Have you ever wondered what sin looks like to God? How does he see those things that so entice us? I’ve been thinking – and praying – about that subject lately. And it was on my mind when I was reading this passage in Scripture:
The sixth angel sounded his trumpet, and I heard a voice coming from the four horns of the golden altar that is before God. It said to the sixth angel who had the trumpet, “Release the four angels who are bound at the great river Euphrates.” And the four angels who had been kept ready for this very hour and day and month and year were released to kill a third of mankind (Revelation 9:13-15).
The four angels in this scene are clearly powerful enemies of God. But they were not bound to protect him; God needs no protection. They were bound to protect humanity. But the people God has protected for so long have also been his enemies the entire time. Now, at last, God withdraws his protection. He gives the people exactly what they have demanded all along, both in their actions and with words; independence. It is undeniably fair; the people who will not recognize or obey God are not entitled to his protection. There are no grounds for complaint, but only for horror and mourning, when God, at last, gives the world exactly what it’s been demanding.

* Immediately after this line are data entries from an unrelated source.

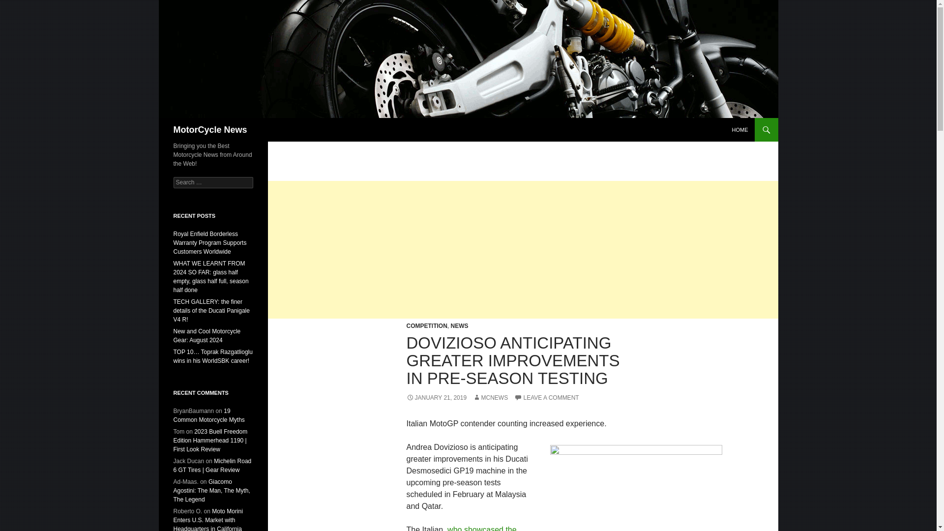 The image size is (944, 531). I want to click on MCNEWS, so click(490, 398).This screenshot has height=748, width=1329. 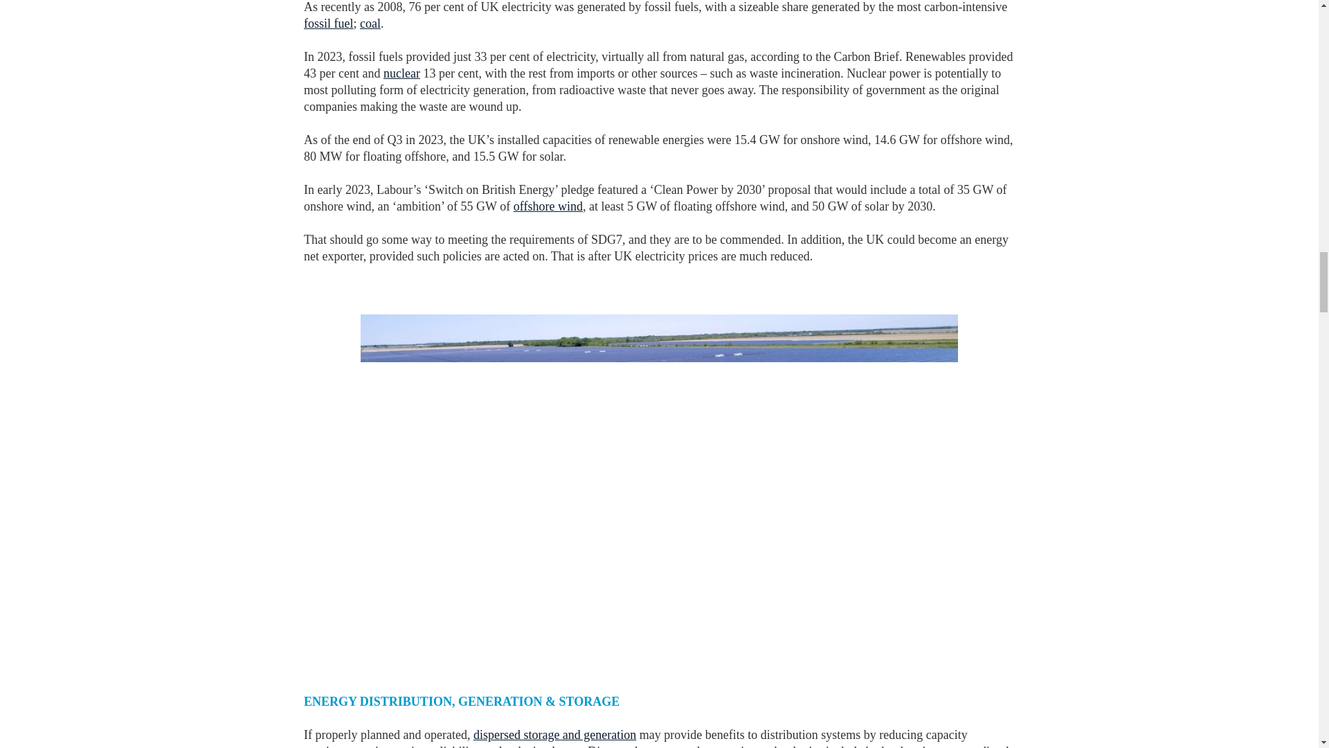 I want to click on offshore wind, so click(x=548, y=206).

The result is horrific. Rebellious humanity could never have imagined that the false gods they’ve been worshiping would turn on them with such fury the moment they are allowed to. And the horror is magnified when we see the result:
The rest of mankind who were not killed by these plagues still did not repent of the work of their hands; they did not stop worshiping demons, and idols of gold, silver, bronze, stone and wood – idols that cannot see or hear or walk. Nor did they repent of their murders, their magic arts, their sexual immorality or their thefts (Revelation 9:20-21).

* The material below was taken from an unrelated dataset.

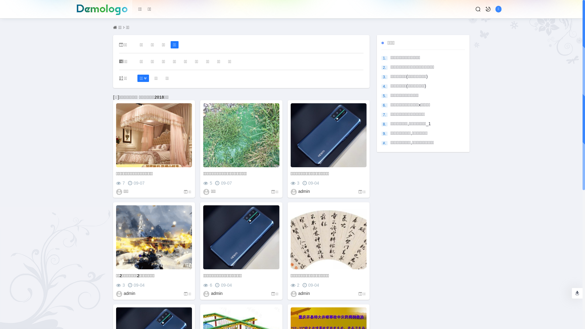  Describe the element at coordinates (217, 294) in the screenshot. I see `admin` at that location.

Even when faced with the consequences of their rebellion, the people will not repent. They will not give up worshiping the very demons that are killing them.
This, honestly, looks like addiction. An addiction to idols. The list of sins that follows; murder, magic arts, sexual immorality and theft, are presented here as additions to the main sin, which is the worship of idols “that cannot see or hear or walk.” The primary sin in John’s vision is idolatry; treating something that is not God as though it were. The idols we worship today are called by different names, but they are not fundamentally any different.
In this passage the mask is coming off. The true nature of the so-called “gods” that people worship is being revealed. And yet, the survivors continue in their rebellion, clinging to their hope in the false gods that are torturing and killing them. Badly abused slaves, they are, nevertheless, holding desperately on to their slavery.
And make no mistake: sin is slavery. It is, in the words of author J. Keith Miller, the ultimate deadly addiction. Hiding behind the promise of pleasure and power and riches are false gods who murder and destroy, and an addiction worse than heroin. This is what I need to see; the true nature of sin. It’s what we all need to see. There are no small sins. There are no sins that can safely be played with, or dabbled in, or entertained. Every time I choose sin, I choose a path that leads, in the end, to addiction, to slavery, and to death. Every time. And every time I choose sin, I’m rebelling against the only source in the universe of good, of truth, and of life itself. Every time. So I ask you to join me in praying that our eyes will stay open to see sin the way God does, as a deadly addiction.